The Hille company was set up in the East End of London in 1906 by Salomon Hille, a Russian emigrant, to renovate C18 furniture. By the 1930s it had acquired an international reputation for its skilled craftsmanship. After the Second World War, Hille became synonymous with modern design, establishing close relationships with leading modernist architects and designers. Hille moved out of London to Hainualt after the war, and in 1961 employed the acclaimed modernist architect Ernö Goldfinger to design new offices in Watford. While Peter Moro was chosen as architect for their prestigious new building in Albemarle Street, the showroom interiors were designed by Robin Day (1915-2010), who became one of Hille’s leading designers, responsible, for example, for the Hille stack chair in the early 1950s and the highly successful low cost, polypropylene stacking chair (1963) as well as their graphics, showroom designs and exhibition stands.

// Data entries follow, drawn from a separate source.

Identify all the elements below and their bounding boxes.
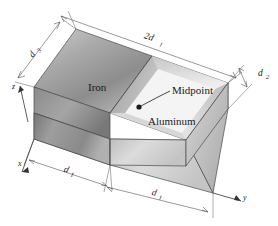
axis-y: y: [213, 193, 247, 202]
dimension-d1-right-subscript: 1: [158, 193, 163, 201]
axis-z-label: z: [11, 82, 16, 91]
aluminum-label: Aluminum: [148, 115, 196, 127]
block-diagram-svg: Iron Aluminum Midpoint 2d 1 d 3: [0, 0, 278, 226]
axis-x-label: x: [17, 159, 22, 168]
axis-z: z: [11, 82, 28, 122]
axis-x: x: [17, 139, 34, 173]
midpoint-dot: [136, 104, 141, 109]
dimension-d2-base: d: [258, 68, 263, 78]
dimension-thickness-d2: d 2: [228, 65, 270, 109]
axis-y-label: y: [242, 193, 247, 202]
figure-container: Iron Aluminum Midpoint 2d 1 d 3: [0, 0, 278, 226]
front-band-right: [110, 139, 186, 166]
dimension-d2-subscript: 2: [266, 73, 270, 80]
iron-label: Iron: [88, 81, 107, 93]
dimension-d1-right-base: d: [151, 187, 158, 198]
dimension-d3-subscript: 3: [34, 46, 43, 54]
midpoint-label: Midpoint: [172, 84, 213, 96]
solid-block: [34, 29, 228, 193]
dimension-d1-left-subscript: 1: [70, 171, 75, 179]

Peter Moro (1911-99) was an internationally renowned modernist architect of the post-war era. He emigrated to Britain in 1936 to avoid Nazi persecution, and went on to have an acclaimed if never extensive practice in England, later specialising in theatre design. He worked with Lubetkin and Tecton, and was architect for the interiors of the Royal Festival Hall. London (listed Grade I) before setting up in private practice. His limited output has a clarity and stylishness that sets it apart from its contemporaries: it carries forward the modernist principles established by Lubetkin in England during the 1930s, while always being of its time.

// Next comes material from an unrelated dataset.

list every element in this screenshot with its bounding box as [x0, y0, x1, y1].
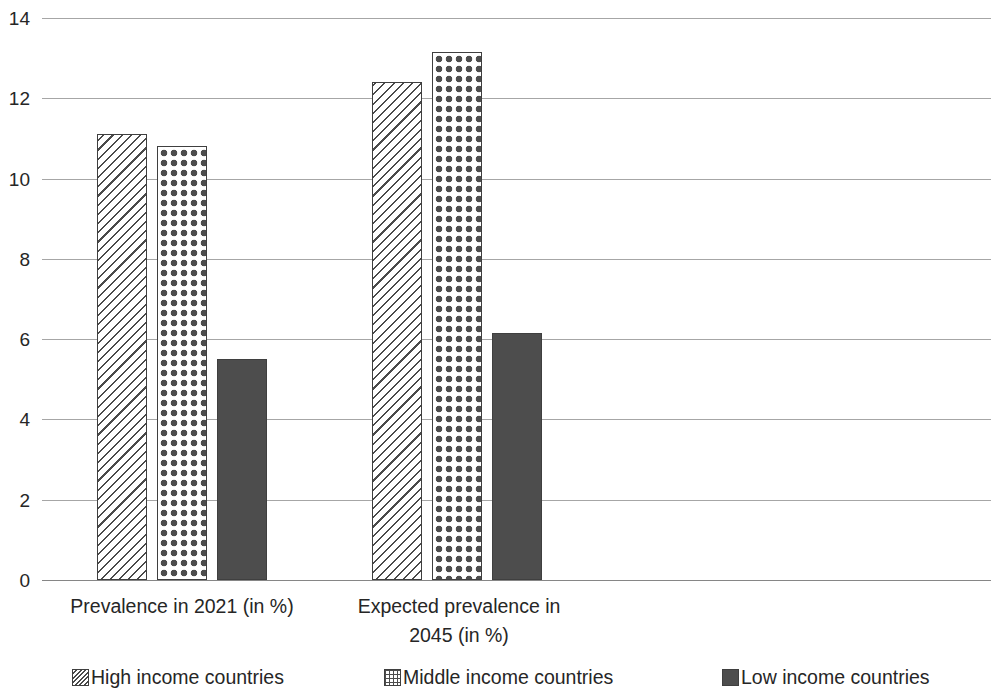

Aside from 41 Albemarle Street, the precise elegance and sense of geometry that pervades Moro's work is also captured in Harbour Meadow, 1938-40, (listed Grade II) by Moro and Richard Llewelyn Davies with Gordon Cullen, for Mr and Mrs Tawse; his own house at Blackheath Park,1957-8, (listed Grade II*); Nottingham Playhouse, 1961-3, (listed Grade II*) and Fairlawn School,1955-57, (listed Grade II) designed by Peter Moro and Michael Mellish, one of only three schools produced by Moro.



Reasons for Listing


41 Albemarle Street, showroom and office building for Hille, 1961-3 by Peter Moro is listed at Grade II for the following principal reasons:

*Architectural interest: built as a showroom and offices on a corner site, the building is elegant, precise and measured, reflecting Moro’s strong sense of geometry;

*Materials: carefully juxtaposed palette of colours and contrasting use of rough, fair-faced concrete to the frame and smooth finishes to the curtain glazing;

*Intactness: aside from the ground floor showroom window and entrance which have been modified slightly, the important exterior elevations and rear stairwell are unaltered;
*Architect: Peter Moro was an internationally renowned modernist architect of the post-war era, influenced by Lubetkin, his work having a clarity and stylishness that sets it apart from its contemporaries;

*Historic interest: built as a London showroom for Hille, furniture designers, who became synonymous with post-war modernism, employing leading designers such as Robin Day, who designed the showroom interiors (now lost).